Since the rise of the detail-averse Donald Trump, Republicans have retreated further from their self-proclaimed mantle as the “party of ideas.
First things first: They’re not.
She has accused the disgraced lawyer of stealing $300,000 of the advance she received from her book deal.
With tax season upon us, the IRS is pushing individuals to submit to facial recognition in exchange for being able to complete a range of basic tax-related activities online. The IRS has retained a private firm—ID.me (formerly known as TroopSwap)—that claims to provide “secure identity proofing, authentication, and group affiliation verification for government and businesses across sectors.” The IRS is not the only government agency working with ID.me.
For the second year in a row, the Sundance Film Festival had to go completely virtual, but that didn’t stop the annual celebration from giving a robust preview of the most exciting emerging artists in Hollywood. Much of this year’s slate defied the pandemic’s limitations: Twisty horror films didn’t need Park City’s frigid climate to deliver chills.
As the U.S. prepared for authorization of the first Covid-19 vaccines, the administration prepared a secret list of which nations would get the doses first.
Pour one out for Delta, the SARS-CoV-2 variant that Season 3 of the pandemic seems intent on killing off. After holding star billing through the summer and fall of 2021, Delta’s spent the past several weeks getting absolutely walloped by its feistier cousin Omicron—a virus that’s adept at both blitzing in and out of airways and dodging the antibodies that vaccines and other variants raise.
The Gilded Age made its debut on HBO on January 24, which is also the writer Edith Wharton’s birthday—a detail that’s hard to ascribe to coincidence. Not only does the drama borrow Wharton’s milieu of 1880s New York City, but the show’s creator is also a self-proclaimed Whartonite.
The deficiencies include failures to outline roles and responsibilities for other entities involved in a response.
As the Federal Reserve signals it will raise interest rates in March, we talk to Christopher Leonard, author of the new book “The Lords of Easy Money,” about how the Federal Reserve broke the American economy. He details the issues with quantitative easing, a radical intervention instituted by the federal government in 2010 to encourage banks and investors to lend more risky debt to combat the recession.

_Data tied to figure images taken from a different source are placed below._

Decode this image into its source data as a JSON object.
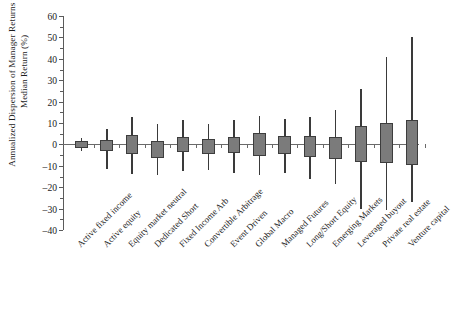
{
  "chart_data": {
    "type": "box",
    "title": "",
    "xlabel": "",
    "ylabel": "Annualized Dispersion of Manager Returns versus Median Return (%)",
    "ylim": [
      -40,
      60
    ],
    "ytick_labels": [
      "60",
      "50",
      "40",
      "30",
      "20",
      "10",
      "0",
      "–10",
      "–20",
      "–30",
      "–40"
    ],
    "ytick_values": [
      60,
      50,
      40,
      30,
      20,
      10,
      0,
      -10,
      -20,
      -30,
      -40
    ],
    "minor_tick_step": 5,
    "grid": false,
    "legend": "none",
    "zero_reference_line": true,
    "categories": [
      "Active fixed income",
      "Active equity",
      "Equity market neutral",
      "Dedicated Short",
      "Fixed Income Arb",
      "Convertible Arbitrage",
      "Event Driven",
      "Global Macro",
      "Managed Futures",
      "Long/Short Equity",
      "Emerging Markets",
      "Leveraged buyout",
      "Private real estate",
      "Venture capital"
    ],
    "boxes": [
      {
        "category": "Active fixed income",
        "whisker_high": 3.0,
        "q3": 1.6,
        "q1": -1.6,
        "whisker_low": -3.0
      },
      {
        "category": "Active equity",
        "whisker_high": 7.0,
        "q3": 2.2,
        "q1": -3.2,
        "whisker_low": -11.5
      },
      {
        "category": "Equity market neutral",
        "whisker_high": 13.0,
        "q3": 4.5,
        "q1": -4.5,
        "whisker_low": -14.0
      },
      {
        "category": "Dedicated Short",
        "whisker_high": 9.5,
        "q3": 1.5,
        "q1": -6.5,
        "whisker_low": -14.5
      },
      {
        "category": "Fixed Income Arb",
        "whisker_high": 11.5,
        "q3": 3.5,
        "q1": -3.5,
        "whisker_low": -12.5
      },
      {
        "category": "Convertible Arbitrage",
        "whisker_high": 9.5,
        "q3": 2.5,
        "q1": -4.5,
        "whisker_low": -12.0
      },
      {
        "category": "Event Driven",
        "whisker_high": 11.5,
        "q3": 3.5,
        "q1": -4.0,
        "whisker_low": -13.5
      },
      {
        "category": "Global Macro",
        "whisker_high": 13.5,
        "q3": 5.5,
        "q1": -5.5,
        "whisker_low": -14.5
      },
      {
        "category": "Managed Futures",
        "whisker_high": 12.0,
        "q3": 4.0,
        "q1": -4.5,
        "whisker_low": -13.5
      },
      {
        "category": "Long/Short Equity",
        "whisker_high": 13.0,
        "q3": 4.0,
        "q1": -6.0,
        "whisker_low": -16.0
      },
      {
        "category": "Emerging Markets",
        "whisker_high": 16.0,
        "q3": 3.5,
        "q1": -7.0,
        "whisker_low": -18.5
      },
      {
        "category": "Leveraged buyout",
        "whisker_high": 26.0,
        "q3": 8.5,
        "q1": -8.0,
        "whisker_low": -30.0
      },
      {
        "category": "Private real estate",
        "whisker_high": 41.0,
        "q3": 10.0,
        "q1": -8.5,
        "whisker_low": -30.5
      },
      {
        "category": "Venture capital",
        "whisker_high": 50.0,
        "q3": 11.5,
        "q1": -9.5,
        "whisker_low": -27.0
      }
    ]
  }
}
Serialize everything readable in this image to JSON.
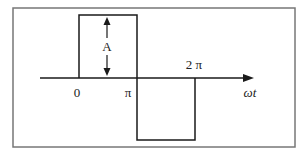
{
  "diagram": {
    "type": "square-wave",
    "amplitude_label": "A",
    "axis_label": "ωt",
    "tick_labels": [
      "0",
      "π",
      "2 π"
    ],
    "segments": [
      {
        "from": "0",
        "to": "π",
        "level": "+A"
      },
      {
        "from": "π",
        "to": "2 π",
        "level": "-A"
      }
    ],
    "colors": {
      "frame": "#777777",
      "line": "#1a1a1a",
      "background": "#ffffff"
    }
  }
}
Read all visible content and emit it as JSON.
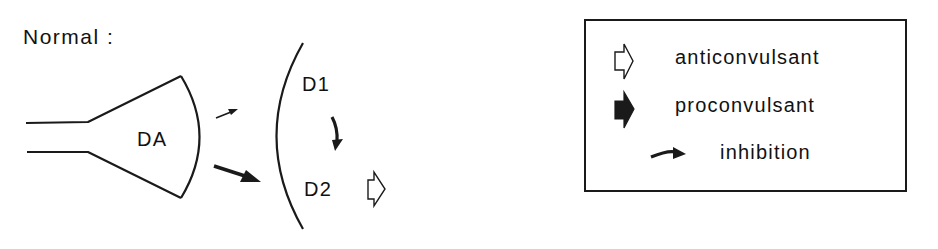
{
  "title": "Normal :",
  "diagram": {
    "presynaptic_label": "DA",
    "receptors": [
      {
        "label": "D1"
      },
      {
        "label": "D2"
      }
    ],
    "arrows": [
      {
        "from": "DA",
        "to": "D1",
        "weight": "thin"
      },
      {
        "from": "DA",
        "to": "D2",
        "weight": "thick"
      },
      {
        "from": "D1",
        "to": "D2",
        "type": "inhibition"
      },
      {
        "at": "D2",
        "type": "anticonvulsant"
      }
    ]
  },
  "legend": {
    "items": [
      {
        "icon": "open-arrow-icon",
        "label": "anticonvulsant"
      },
      {
        "icon": "filled-arrow-icon",
        "label": "proconvulsant"
      },
      {
        "icon": "curved-arrow-icon",
        "label": "inhibition"
      }
    ]
  },
  "colors": {
    "ink": "#1a1a1a",
    "background": "#ffffff"
  }
}
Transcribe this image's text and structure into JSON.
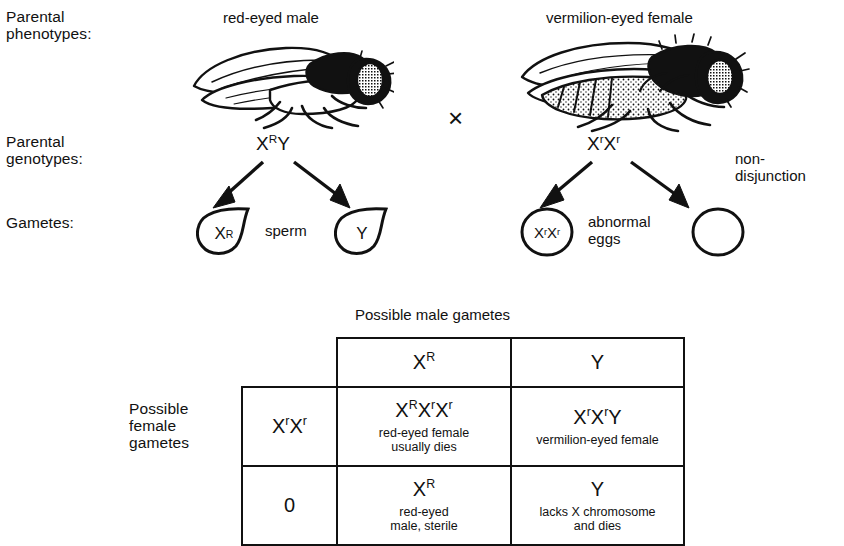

A 60-year U.S. embargo that prevents U.S.-made products from being exported to Cuba has forced the small island nation to develop its own COVID-19 vaccines and rely on open source designs for life-saving medical equipment such as ventilators. We speak to leading Cuban scientist Dr. Mitchell Valdés-Sosa about how massive mobilization helped produce three original vaccines that have proven highly effective against the coronavirus.
Liberal Supreme Court Justice Stephen Breyer is retiring after nearly three decades on the bench, giving President Biden a chance to fulfill a campaign promise to nominate the first Black woman in history to serve on the high court. Those worried that identity politics will hinder the most qualified candidate should consider that 108 of 115 justices since the nation’s founding have been white men, says Elie Mystal, justice correspondent for The Nation.
While Democratic strategists say these attacks are baseless, arguing that no one is being denied pills based on their race, they warn they may prove effective.
Jacinda Ardern was to have been married next weekend.
The ruling Communist Party is stepping up enforcement of its “zero tolerance” strategy.
A flurry of regulatory, testing and logistical issues is complicating the rollout.
Congress needs to create a new safety net for such lenders — not let regulators squeeze them out of business.
Inside the White House, there is still optimism: “President Biden was elected to a four-year term, not a one-year term.
The government reported Wednesday that the consumer price index, the most widely watched gauge of inflation, hit a four-decade high in December compared to the previous year.